Commentary

Too Much Advertising Is Digital Suicide

The findings on a range of digital advertising issues in the 2012 Digital Advertising Attitudes Report from Upstream and YouGov, polling UK adults and U.S. adults aged 18+, show that 27% of British, and 20% of American consumers online would stop using a product or service, such as the social networking site, if they were subjected to too much advertising. This, as 66% each of British and American online consumers already claim they feel subjected to excessive digital advertising and promotions.

The 2012 Digital Advertising Attitudes Report reveals that while 20% of US consumers would stop using a company’s products or services entirely as a result of receiving too many advertising messages, 28% would be less likely to respond positively to that company in the future. Furthermore 14% of US 18-24 year olds would publicly complain about that company to their friends on Twitter or Facebook.

Responses to Digital Advertising Overload (% of Respondents; February 2012

 

% of Respondents

Response

US

UK

Would unsubscribe from a brand’s promotions if they were too frequent

66%

66%

Would respond negatively to future messages from that brand

28

37

Would stop using the brand’s product or service

20

27

Would protest on social media sites

11

10

Source: Upstream/YouGov, February 2012

However, says the report, consumers are not generally dismissive of digital marketing and advertising but understand that it can be useful. 69% of US adults are happy in principle, to receive marketing and advertising on their PC, mobile, tablet or MP3 player.

However, to make the US user more likely to respond positively to the marketing, the advertising must be:

  • Tailored to the consumer’s personal interests (26%)
  • Contextually relevant to what they are doing (21%)
  • Specific to their location (19%)

As a general rule:

  • 55% of US consumers do not wish to be targeted more than once a month
  • 33% of 18-24 year olds are most amenable to being targeted as frequently as once a week or more

Marco Veremis, President of Upstream “... companies need to put effectiveness first, reducing the frequency with which they speak to consumers, delivering only high quality, relevant and timely messages... not heeding this stark consumer warning is likely to have the opposite effect intended...

As speculation mounts, says the report, over Facebook’s imminent first steps into the world of mobile marketing such as inserting “featured stories” into people’s mobile feeds, the 2012 Digital Advertising Attitudes Report warns that consumer openness to advertising is lowest on mobile phones versus any other device such as PC, laptop or tablet.

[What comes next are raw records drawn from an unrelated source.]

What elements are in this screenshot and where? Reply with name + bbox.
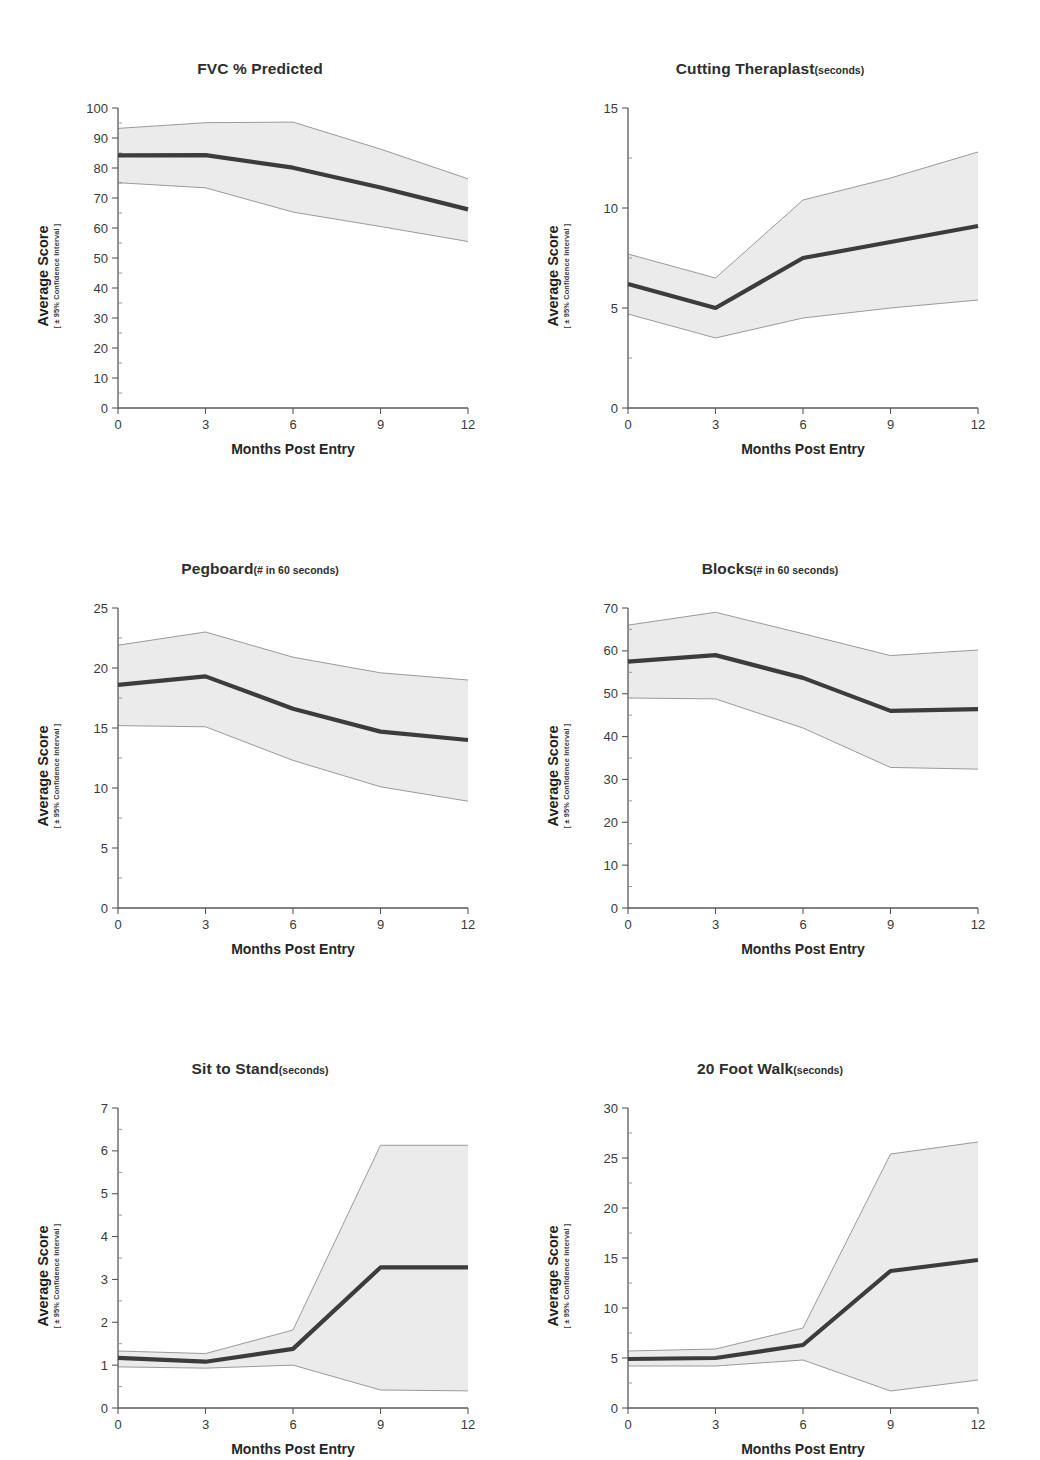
y-tick-label: 3 bbox=[101, 1272, 108, 1287]
x-tick-label: 3 bbox=[712, 417, 719, 432]
x-tick-label: 3 bbox=[202, 1417, 209, 1432]
x-tick-label: 6 bbox=[799, 1417, 806, 1432]
y-tick-label: 60 bbox=[94, 221, 108, 236]
x-tick-label: 12 bbox=[971, 917, 985, 932]
panel-title-text: FVC % Predicted bbox=[197, 60, 323, 77]
panel-title-text: Blocks bbox=[702, 560, 753, 577]
y-tick-label: 5 bbox=[101, 1186, 108, 1201]
x-axis-title: Months Post Entry bbox=[741, 941, 865, 957]
x-tick-label: 3 bbox=[202, 417, 209, 432]
plot-area: 010203040506070036912Months Post EntryAv… bbox=[520, 586, 1020, 976]
panel-title-unit: (seconds) bbox=[815, 64, 865, 76]
panel-title-unit: (# in 60 seconds) bbox=[254, 564, 339, 576]
y-tick-label: 40 bbox=[94, 281, 108, 296]
x-tick-label: 12 bbox=[461, 417, 475, 432]
y-tick-label: 0 bbox=[611, 1401, 618, 1416]
panel-title-text: Cutting Theraplast bbox=[676, 60, 815, 77]
y-tick-label: 20 bbox=[94, 661, 108, 676]
y-tick-label: 6 bbox=[101, 1143, 108, 1158]
panel-title: Pegboard(# in 60 seconds) bbox=[10, 560, 510, 578]
y-tick-label: 0 bbox=[101, 1401, 108, 1416]
x-tick-label: 0 bbox=[624, 917, 631, 932]
x-axis-title: Months Post Entry bbox=[231, 441, 355, 457]
x-tick-label: 12 bbox=[461, 1417, 475, 1432]
y-tick-label: 2 bbox=[101, 1315, 108, 1330]
x-tick-label: 3 bbox=[202, 917, 209, 932]
x-tick-label: 9 bbox=[377, 917, 384, 932]
x-tick-label: 9 bbox=[887, 417, 894, 432]
y-tick-label: 15 bbox=[604, 1251, 618, 1266]
panel-title-unit: (seconds) bbox=[793, 1064, 843, 1076]
x-tick-label: 12 bbox=[971, 1417, 985, 1432]
panel-title-text: Pegboard bbox=[181, 560, 253, 577]
y-axis-title: Average Score bbox=[35, 225, 51, 326]
y-tick-label: 20 bbox=[604, 815, 618, 830]
y-axis-title: Average Score bbox=[35, 725, 51, 826]
chart-panel-pegboard: Pegboard(# in 60 seconds) 05101520250369… bbox=[10, 556, 510, 976]
panel-title-unit: (# in 60 seconds) bbox=[753, 564, 838, 576]
confidence-band bbox=[118, 122, 468, 241]
y-axis-title: Average Score bbox=[545, 1225, 561, 1326]
panel-title: 20 Foot Walk(seconds) bbox=[520, 1060, 1020, 1078]
y-tick-label: 10 bbox=[94, 371, 108, 386]
x-axis-title: Months Post Entry bbox=[231, 1441, 355, 1457]
chart-panel-cutting-theraplast: Cutting Theraplast(seconds) 051015036912… bbox=[520, 56, 1020, 476]
y-tick-label: 0 bbox=[611, 901, 618, 916]
y-tick-label: 20 bbox=[94, 341, 108, 356]
x-axis-title: Months Post Entry bbox=[231, 941, 355, 957]
panel-title: FVC % Predicted bbox=[10, 60, 510, 78]
y-tick-label: 30 bbox=[604, 772, 618, 787]
y-tick-label: 7 bbox=[101, 1101, 108, 1116]
chart-panel-fvc-percent-predicted: FVC % Predicted 010203040506070809010003… bbox=[10, 56, 510, 476]
plot-area: 0510152025036912Months Post EntryAverage… bbox=[10, 586, 510, 976]
y-tick-label: 4 bbox=[101, 1229, 108, 1244]
y-tick-label: 25 bbox=[604, 1151, 618, 1166]
y-tick-label: 10 bbox=[604, 858, 618, 873]
plot-area: 0102030405060708090100036912Months Post … bbox=[10, 86, 510, 476]
y-axis-title-group: Average Score[ ± 95% Confidence Interval… bbox=[35, 1223, 61, 1328]
y-axis-title: Average Score bbox=[545, 725, 561, 826]
confidence-band bbox=[628, 612, 978, 769]
panel-title-text: Sit to Stand bbox=[192, 1060, 279, 1077]
y-axis-title-group: Average Score[ ± 95% Confidence Interval… bbox=[545, 1223, 571, 1328]
y-axis-title-group: Average Score[ ± 95% Confidence Interval… bbox=[545, 223, 571, 328]
y-tick-label: 90 bbox=[94, 131, 108, 146]
x-tick-label: 0 bbox=[114, 417, 121, 432]
y-tick-label: 30 bbox=[94, 311, 108, 326]
plot-area: 01234567036912Months Post EntryAverage S… bbox=[10, 1086, 510, 1460]
y-tick-label: 10 bbox=[604, 1301, 618, 1316]
y-tick-label: 50 bbox=[94, 251, 108, 266]
y-axis-subtitle: [ ± 95% Confidence Interval ] bbox=[562, 223, 571, 328]
x-tick-label: 9 bbox=[377, 417, 384, 432]
x-tick-label: 6 bbox=[289, 917, 296, 932]
y-axis-subtitle: [ ± 95% Confidence Interval ] bbox=[52, 723, 61, 828]
panel-title-unit: (seconds) bbox=[279, 1064, 329, 1076]
x-tick-label: 0 bbox=[114, 917, 121, 932]
y-tick-label: 25 bbox=[94, 601, 108, 616]
x-tick-label: 6 bbox=[289, 417, 296, 432]
y-axis-subtitle: [ ± 95% Confidence Interval ] bbox=[52, 1223, 61, 1328]
y-tick-label: 15 bbox=[604, 101, 618, 116]
plot-area: 051015202530036912Months Post EntryAvera… bbox=[520, 1086, 1020, 1460]
figure-grid: FVC % Predicted 010203040506070809010003… bbox=[0, 0, 1040, 1460]
chart-panel-blocks: Blocks(# in 60 seconds) 0102030405060700… bbox=[520, 556, 1020, 976]
y-axis-subtitle: [ ± 95% Confidence Interval ] bbox=[562, 723, 571, 828]
confidence-band bbox=[628, 152, 978, 338]
x-axis-title: Months Post Entry bbox=[741, 441, 865, 457]
panel-title-text: 20 Foot Walk bbox=[697, 1060, 793, 1077]
x-axis-title: Months Post Entry bbox=[741, 1441, 865, 1457]
x-tick-label: 9 bbox=[377, 1417, 384, 1432]
y-axis-title: Average Score bbox=[545, 225, 561, 326]
y-tick-label: 5 bbox=[101, 841, 108, 856]
y-axis-title-group: Average Score[ ± 95% Confidence Interval… bbox=[35, 223, 61, 328]
x-tick-label: 0 bbox=[624, 417, 631, 432]
y-tick-label: 70 bbox=[94, 191, 108, 206]
y-tick-label: 40 bbox=[604, 729, 618, 744]
y-axis-title-group: Average Score[ ± 95% Confidence Interval… bbox=[545, 723, 571, 828]
y-tick-label: 60 bbox=[604, 643, 618, 658]
x-tick-label: 6 bbox=[289, 1417, 296, 1432]
panel-title: Blocks(# in 60 seconds) bbox=[520, 560, 1020, 578]
chart-panel-sit-to-stand: Sit to Stand(seconds) 01234567036912Mont… bbox=[10, 1056, 510, 1460]
x-tick-label: 3 bbox=[712, 1417, 719, 1432]
plot-area: 051015036912Months Post EntryAverage Sco… bbox=[520, 86, 1020, 476]
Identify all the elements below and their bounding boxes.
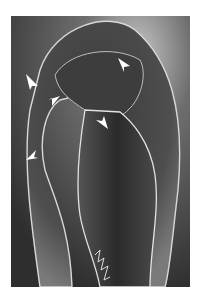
micrograph-image — [11, 16, 190, 287]
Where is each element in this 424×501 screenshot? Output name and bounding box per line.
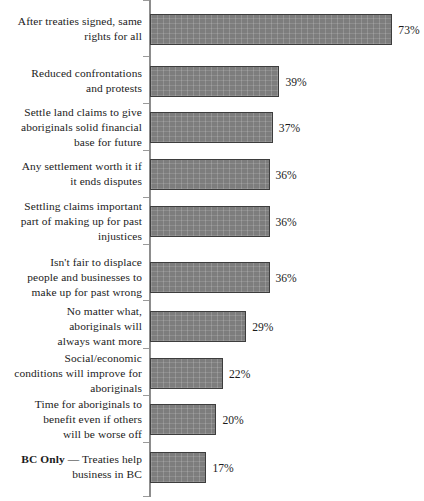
bar: [150, 14, 392, 45]
bar-value-label: 36%: [276, 168, 297, 181]
horizontal-bar-chart: After treaties signed, samerights for al…: [0, 0, 424, 501]
bar-category-label: Any settlement worth it ifit ends disput…: [2, 159, 142, 190]
bar: [150, 404, 216, 435]
bar-container: 36%: [150, 206, 270, 237]
bar: [150, 358, 223, 389]
bar-value-label: 39%: [285, 75, 306, 88]
axis-tick: [143, 244, 149, 245]
bar-value-label: 36%: [276, 271, 297, 284]
bar-category-label-emphasis: BC Only: [21, 453, 64, 465]
bar-container: 20%: [150, 404, 216, 435]
bar-value-label: 17%: [212, 461, 233, 474]
bar: [150, 112, 273, 143]
axis-tick: [143, 150, 149, 151]
bar: [150, 311, 246, 342]
axis-tick: [143, 103, 149, 104]
axis-tick: [143, 348, 149, 349]
bar-category-label: After treaties signed, samerights for al…: [2, 14, 142, 45]
axis-tick: [143, 300, 149, 301]
bar-value-label: 22%: [229, 367, 250, 380]
bar-container: 36%: [150, 262, 270, 293]
axis-tick: [143, 56, 149, 57]
bar-container: 22%: [150, 358, 223, 389]
axis-tick: [143, 496, 149, 497]
bar-container: 29%: [150, 311, 246, 342]
bar: [150, 66, 279, 97]
bar-category-label: Reduced confrontationsand protests: [2, 66, 142, 97]
bar-category-label: Social/economicconditions will improve f…: [2, 351, 142, 397]
bar-container: 39%: [150, 66, 279, 97]
axis-tick: [143, 395, 149, 396]
bar-value-label: 20%: [222, 413, 243, 426]
axis-tick: [143, 0, 149, 1]
axis-tick: [143, 442, 149, 443]
bar: [150, 452, 206, 483]
bar-category-label: BC Only — Treaties helpbusiness in BC: [2, 452, 142, 483]
bar-category-label: Settle land claims to giveaboriginals so…: [2, 105, 142, 151]
bar-category-label: No matter what,aboriginals willalways wa…: [2, 304, 142, 350]
bar-value-label: 29%: [252, 320, 273, 333]
bar-container: 37%: [150, 112, 273, 143]
bar: [150, 159, 270, 190]
bar-category-label: Time for aboriginals tobenefit even if o…: [2, 397, 142, 443]
bar-category-label: Isn't fair to displacepeople and busines…: [2, 255, 142, 301]
bar-value-label: 36%: [276, 215, 297, 228]
bar-value-label: 73%: [398, 23, 419, 36]
bar-container: 73%: [150, 14, 392, 45]
axis-tick: [143, 197, 149, 198]
bar-category-label: Settling claims importantpart of making …: [2, 199, 142, 245]
bar-container: 36%: [150, 159, 270, 190]
bar-value-label: 37%: [279, 121, 300, 134]
bar-container: 17%: [150, 452, 206, 483]
bar: [150, 206, 270, 237]
bar: [150, 262, 270, 293]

64% of Brits and 67% of Americans would find it most unacceptable to receive unwanted advertising on their mobile phone/smartphone over other electronic devices. There is a further warning that mobile display advertising is not the way to go. 11% of Brits and 15% of Americans who have surfed the internet on their mobile phone have ever clicked on a mobile banner ad, and only one in every 100 Brits who surf on their mobiles and 1 in 50 Americans click on banner ads frequently. The vast majority of those who surf the internet on their mobiles (79% in the UK and 72% in the US) find banner advertisements on their mobiles or smartphones irritating.

Veremis concludes that “...mobile will always be a deeply personal medium and to avoid a backlash... advertising must be personal, intimate and targeted... focus(ing) on using short, text-based ad formats instead of intrusive graphical banners...”

For additional information from the Upstream report, please visit here.